Russian Peacekeepers to Complete Their Kosovo Mission

The Russian parliament no longer sees the need for the Russian peacekeepers to stay in the Balkans, chairman of the State Duma (lower house of Russia's parliament) defence committee Andrei Nikolayev stressed in an interview with Russian journalists in Brussels.

The Russian parliamentarian was taking part in a session of the bilateral working group, The Federal Assembly of the Russian Federation - The Nato Parliamentary Assembly, which was held in the Belgian capital on March 26th to 28th.

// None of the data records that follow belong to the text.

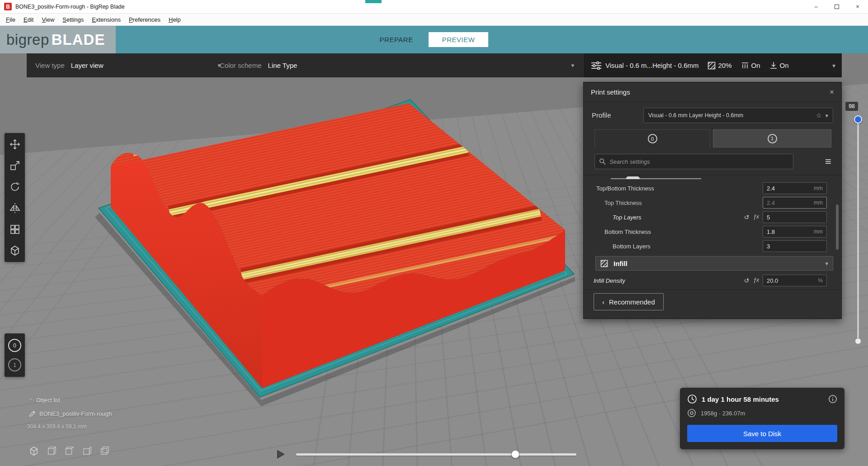 This screenshot has height=466, width=868. What do you see at coordinates (858, 230) in the screenshot?
I see `layer-slider-track` at bounding box center [858, 230].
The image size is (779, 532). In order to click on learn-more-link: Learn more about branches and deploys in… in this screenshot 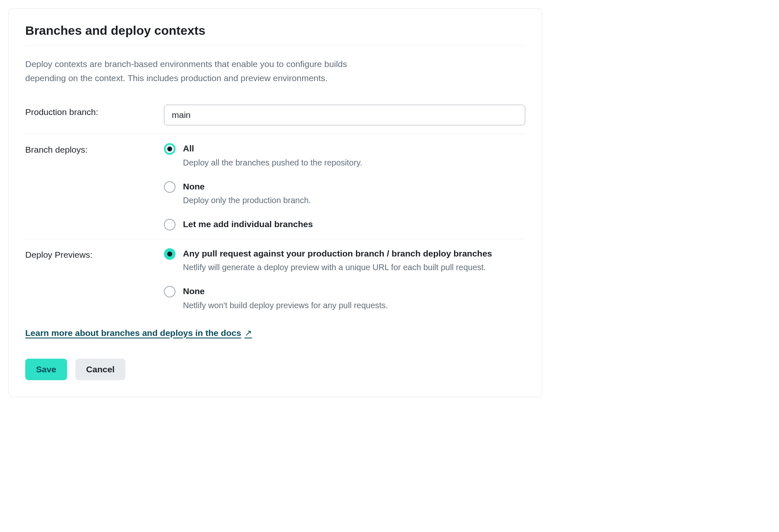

In an answer to the proposal by parliamentary colleagues from the Nato countries to extend the mandate of its servicemen the Russian side said there were no tasks for its huge military contingent to fulfil there. Mr Nikolayev said that it was clear that the mandate of the international peacekeepers was coming to an end as there were no military tasks to solve in the region. We need another mandate, we need humanitarian missions, Nikolayev said. "Why should we make a 22,000-strong contingent fulfil the duties that are inappropriate for the military?" the head of the Duma defence committee asks. Nikolayev believes that the peacekeeping efforts should involve "specially trained paramilitary units, not the military." The Russian side, the parliamentarian said, has found "full understanding in the estimate of the situation" in Kosovo. "The criminalisation of Kosovo, its multiethnic composition - there are almost no Serbs left there, the complicated situation with Kosovo's political future, as Yugoslavia, the very constituent for which resolution 1244 on Kosovo settlement was adopted, no longer exists, were at issue." And the new state, Serbia and Montenegro, has not claimed to be Yugoslavia's successor as regards the former country's commitments.